U.S. District Judge Fern Smith's ruling on Jan. 15 leaves the ordinance in effect but allows two billboard companies to proceed with their lawsuit and seek evidence from the city. The suit claims the ordinance violates freedom of speech.

The ordinance, in effect since last June, bans billboards for alcoholic beverages or tobacco in residential areas and sites within 1,000 feet of schools, places of worship, licensed child care facilities, city recreation centers for youth and one popular playing field for children.

It does not apply to signs in stores, on trucks that carry the products or on taxis, and exempts billboards that face interstate highways.
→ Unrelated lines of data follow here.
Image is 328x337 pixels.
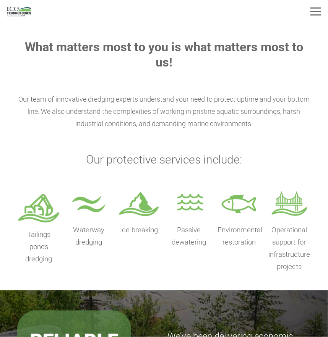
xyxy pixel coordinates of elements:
[26,231,52,264] span: Tailings ponds dredging
[218,226,262,247] span: Environmental restoration
[17,93,311,130] p: Our team of innovative dredging experts understand your need to protect uptime and your bottom li...
[120,226,158,235] span: Ice breaking
[305,2,327,21] a: Menu
[7,7,31,16] a: logo_EcoTech_ASDR_RGB
[172,226,207,247] span: Passive dewatering
[17,153,311,167] h3: Our protective services include:
[269,226,310,272] span: Operational support for infrastructure projects
[25,40,303,70] strong: What matters most to you is what matters most to us!
[73,226,105,247] span: Waterway dredging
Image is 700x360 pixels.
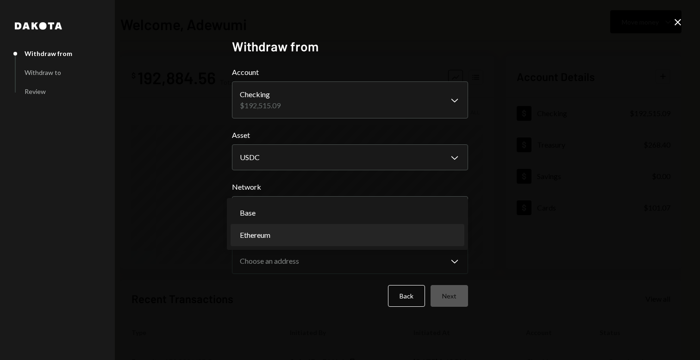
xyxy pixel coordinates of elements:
div: Withdraw from [25,50,72,57]
label: Network [232,181,468,193]
label: Account [232,67,468,78]
label: Asset [232,130,468,141]
button: Network [232,196,468,222]
div: Review [25,87,46,95]
button: Asset [232,144,468,170]
h2: Withdraw from [232,37,468,56]
button: Source Address [232,248,468,274]
div: Withdraw to [25,69,61,76]
span: Base [240,207,256,218]
button: Account [232,81,468,119]
button: Back [388,285,425,307]
span: Ethereum [240,230,270,241]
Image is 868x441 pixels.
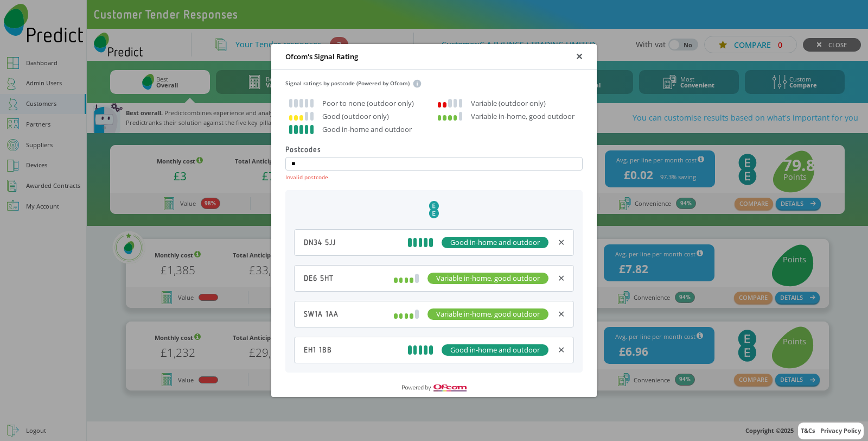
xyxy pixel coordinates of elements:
[438,99,580,108] div: Variable (outdoor only)
[438,112,580,121] div: Variable in-home, good outdoor
[576,51,583,63] div: ✕
[428,309,549,319] div: Variable in-home, good outdoor
[442,236,549,248] div: Good in-home and outdoor
[304,238,336,247] div: DN34 5JJ
[304,274,334,283] div: DE6 5HT
[304,345,332,354] div: EH1 1BB
[289,99,431,108] div: Poor to none (outdoor only)
[413,79,422,88] img: Information
[285,79,583,87] div: Signal ratings by postcode (Powered by Ofcom)
[304,309,339,318] div: SW1A 1AA
[558,273,565,284] div: ✕
[285,145,583,154] div: Postcodes
[821,426,861,434] a: Privacy Policy
[558,236,565,248] div: ✕
[289,125,431,134] div: Good in-home and outdoor
[558,344,565,356] div: ✕
[558,309,565,320] div: ✕
[801,426,815,434] a: T&Cs
[399,381,469,394] img: Ofcom
[285,51,358,62] div: Ofcom's Signal Rating
[428,273,549,283] div: Variable in-home, good outdoor
[442,344,549,355] div: Good in-home and outdoor
[289,112,431,121] div: Good (outdoor only)
[285,174,583,181] div: Invalid postcode.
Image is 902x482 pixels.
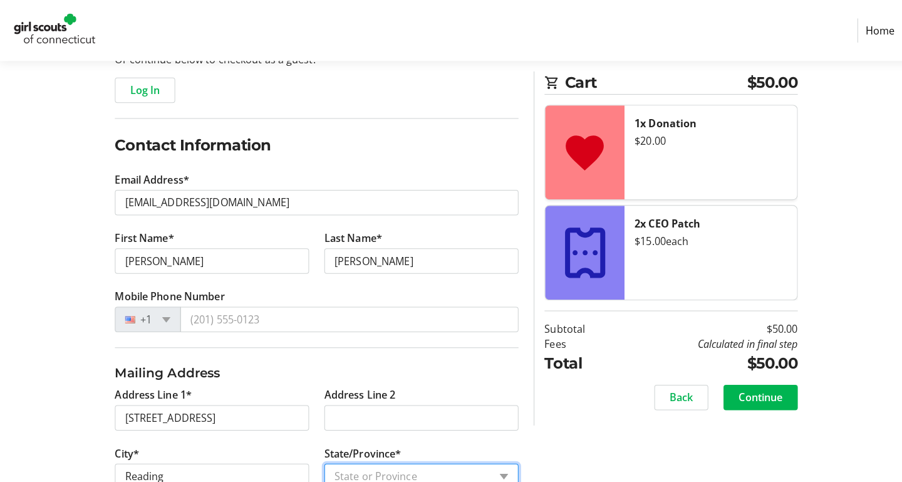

A similar ordinance was approved last September in Los Angeles.

The two companies, Eller Media Co. and Outdoor Systems Inc., said the Oakland ordinance barred liquor ads on more than 90 percent of the signs they leased in the city. They did not challenge the city's restrictions on tobacco advertising, which are largely similar to state law.

Smith refused to block enforcement of the measure last November. She said it regulated only advertising and therefore did not violate the state's exclusive authority to regulate liquor sales.

In the Jan. 15 ruling, Smith said Oakland could rely on common sense, as well as several studies, to conclude that limiting billboards would reduce teen-age drinking, and did not have to offer scientific proof.

But she said the companies might be able to show that the ordinance needlessly restricted their free-expression rights because the goal of reducing teen-age drinking might be met without limiting the right to advertise.

For example, the judge said, laws against selling liquor to minors could be enforced more vigorously, with increased penalties; places where alcohol is sold could be limited, and new educational campaigns could discourage underage drinking.

"The city has failed to explain why the less speech-invasive means proposed by (the companies) are not equally effective," Smith said.

Though cities aren't prohibited from regulating advertising to protect the public welfare, the availability of "numerous and obvious" equally effective alternatives would be evidence that billboard restrictions went too far in curbing free expression, Smith said.

Indira Talwani, a lawyer for the city, expressed confidence yesterday that the city could still persuade the judge to dismiss the suit before trial.

"It shouldn't be hard to show that there weren't a number of easy alternatives that were equally effective," Talwani said. "If there were, the city would have used them."

Rex Heinke, lawyer for the billboard companies, could not be reached for comment yesterday.